Wednesday, January 24, 2018

Cloud computing is repeating history

A note to readers: This post is a bit of a rant, driven by emotion. My 'code stat' project, hosted on Microsoft Azure's web app PaaS platform, has failed and I have yet to find a resolution.

Something has changed in Azure, and I can no longer deploy a new version to the production servers. My code works; I can test it locally. Something in the deployment sequence fails. This is a test project, using the free level of Azure, which means no monthly costs but also means no support -- other than the community help pages.

There are a few glorious advances in IT, advances which stand out above the others. They include the PC revolution (which saw individuals purchasing and using computers), the GUI (which saw people untrained in computer science using computers), and the smartphone (which saw lots more people using computers for lots more sophisticated tasks).

The PC revolution was a big change. Prior to personal computers (whether they were IBM PCs, Apple IIs, or Commodore 64s), computers were large, expensive, and complicated; they were especially difficult to administer. Mainframes and even minicomputers were large and expensive; an individual could afford one if they were an enormously wealthy individual and had lots of time to read manuals and try different configurations to make the thing work.

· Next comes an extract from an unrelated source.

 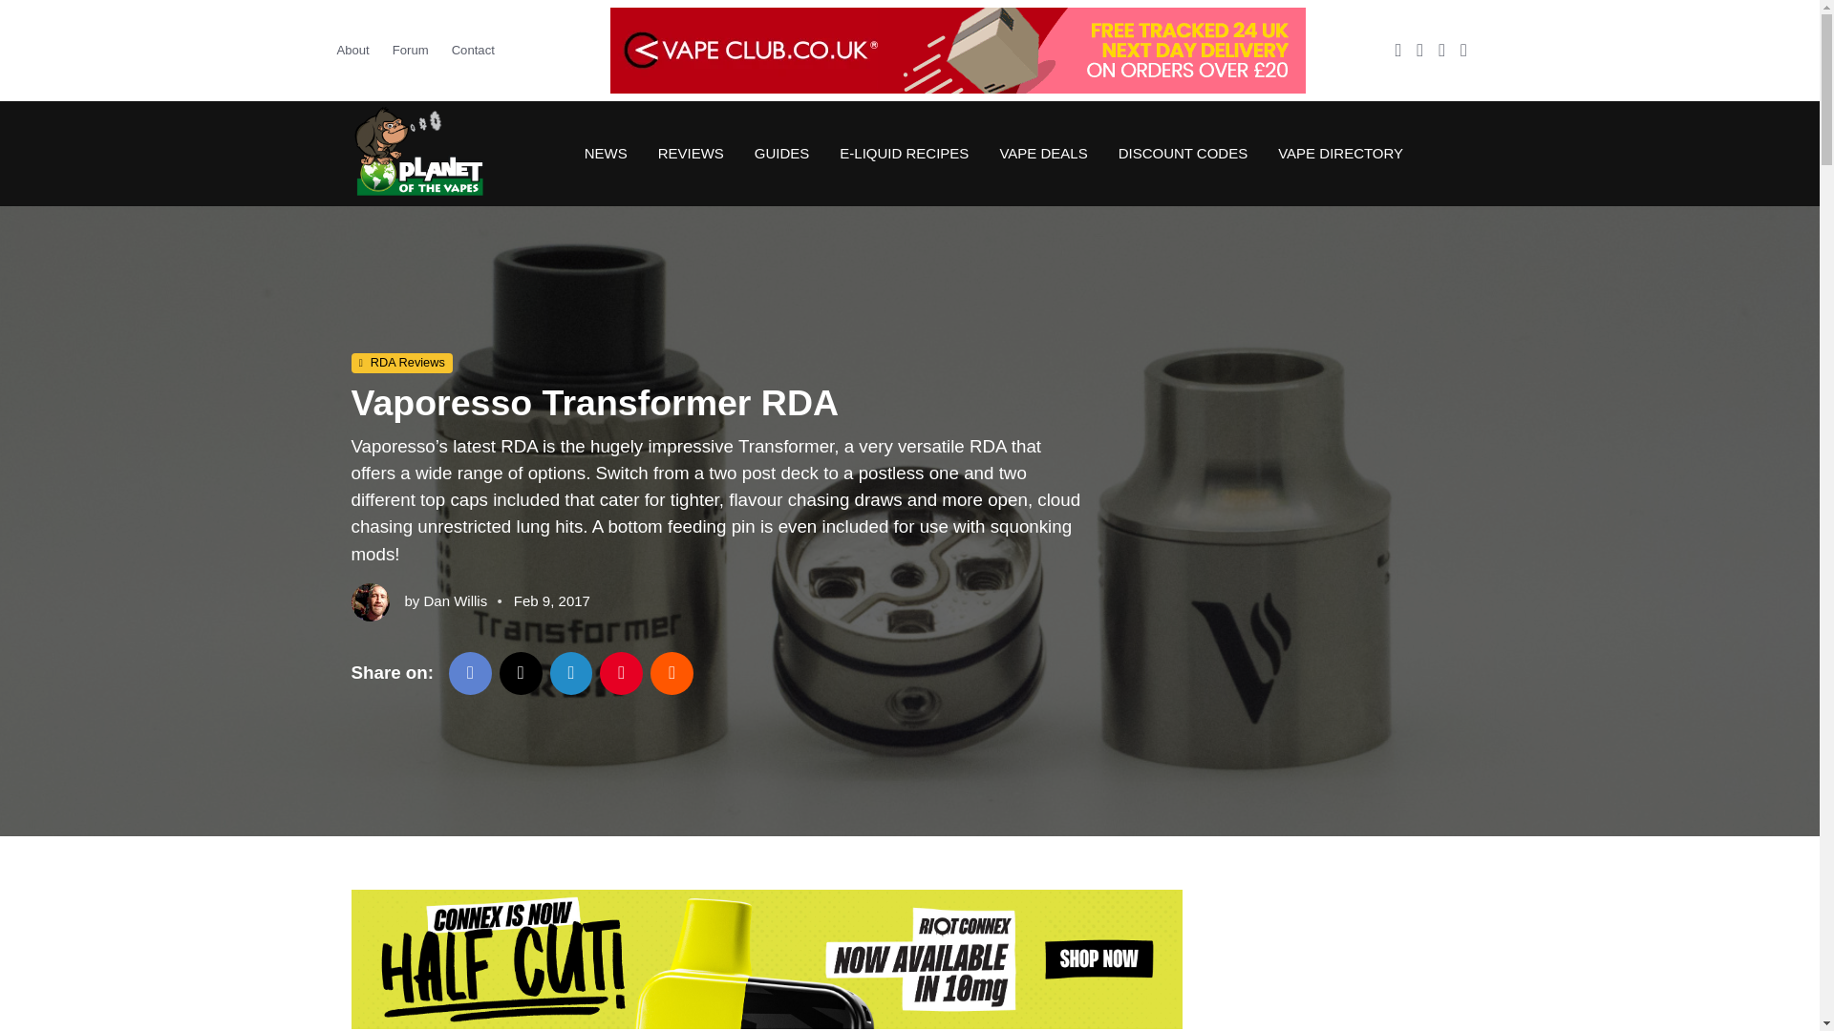 I want to click on REVIEWS, so click(x=691, y=153).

The consumer PCs changed all of that. They were expensive, but within the range of the middle class. They required little or no administration effort. (The Commodore 64 was especially easy: plug it in, attach to a television, and turn it on.)

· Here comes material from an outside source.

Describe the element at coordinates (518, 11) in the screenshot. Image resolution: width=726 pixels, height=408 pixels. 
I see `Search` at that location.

Apple made the consumer PC easier to use with the Macintosh. The graphical user interface (lifted from Xerox PARC's Alto, and later copied by Microsoft Windows) made many operations and concepts consistent. Configuration was buried, and sometimes options were reduced to "the way Apple wants you to do it".

It strikes me that cloud computing is in a "mainframe phase". It is large and complex, and while an individual can create a an account (even a free account), the complexity and time necessary to learn and use the platform is significant.

My issue with Microsoft Azure is precisely that. Something has changed and it behaves differently than it did in the past. (It's not my code, the change is in the deployment of my app.) I don't think that I have changed something in Azure's configuration -- although I could have.

The problem is that once you go beyond the 'three easy steps to deploy a web app', Azure is a vast and intimidating beast with lots of settings, each with new terminology. I could poke at various settings, but will that fix the problem or make things worse?

From my view, cloud computing is a large, complex system that requires lots of knowledge and expertise. In other words, it is much like a mainframe. (Except, of course, you don't need a large room dedicated to the equipment.)

The "starter plans" (often free) are not the equivalent of a PC. They are merely the same, enterprise-level plans with certain features turned off.

A PC is different from a mainframe reduced to tabletop size. Both have CPUs and memory and peripheral devices and operating systems, but are two different creatures. PCs have fewer options, fewer settings, fewer things you (the user) can get wrong.

Cloud computing is still at the "mainframe level" of options and settings. It's big and complicated, and it requires a lot of expertise to keep it running.

If we repeat history, we can expect companies to offer smaller, simpler versions of cloud computing. The advantage will be an easier learning curve and less required expertise; the disadvantage will be lower functionality. (Just as minicomputers were easier and less capable than mainframes and PCs were easier and less capable than minicomputers.)

I'll go out on a limb and predict that the companies who offer simpler cloud platforms will not be the current big providers (Amazon.com, Microsoft, Google). Mainframes were challenged by minicomputers from new vendors, not the existing leaders. PCs were initially constructed by hobbyists from kits. Soon after companies such as Radio Shack, Commodore, and the newcomer Apple offered fully-assembled, ready-to-run computers. IBM offered the PC after the success of these upstarts.

The driver for simpler cloud platforms will be cost -- direct and indirect, mostly indirect. The "cloud computing is a mainframe" analogy is not perfect, as the billed costs for cloud platforms can be inexpensive. The expense is not in the hardware, but the time to make the thing work. Current cloud platforms require expertise, and expertise that is not cheap. Companies are willing to pay for that expertise... for now.

I expect that we will see competition to the big cloud platforms, and the marketing will focus on ease of use and low Total Cost of Ownership (TCO). The newcomers will offer simpler clouds, sacrificing performance for reduced administration cost.

My project is currently stuck. Deployments fail, so I cannot update my app. Support is not really available, so I must rely on the limited web pages and perhaps trial and error. I may have to create a new app in Azure and copy my existing code to it. I'm not happy with the experience.

I'm also looking for a simpler cloud platform.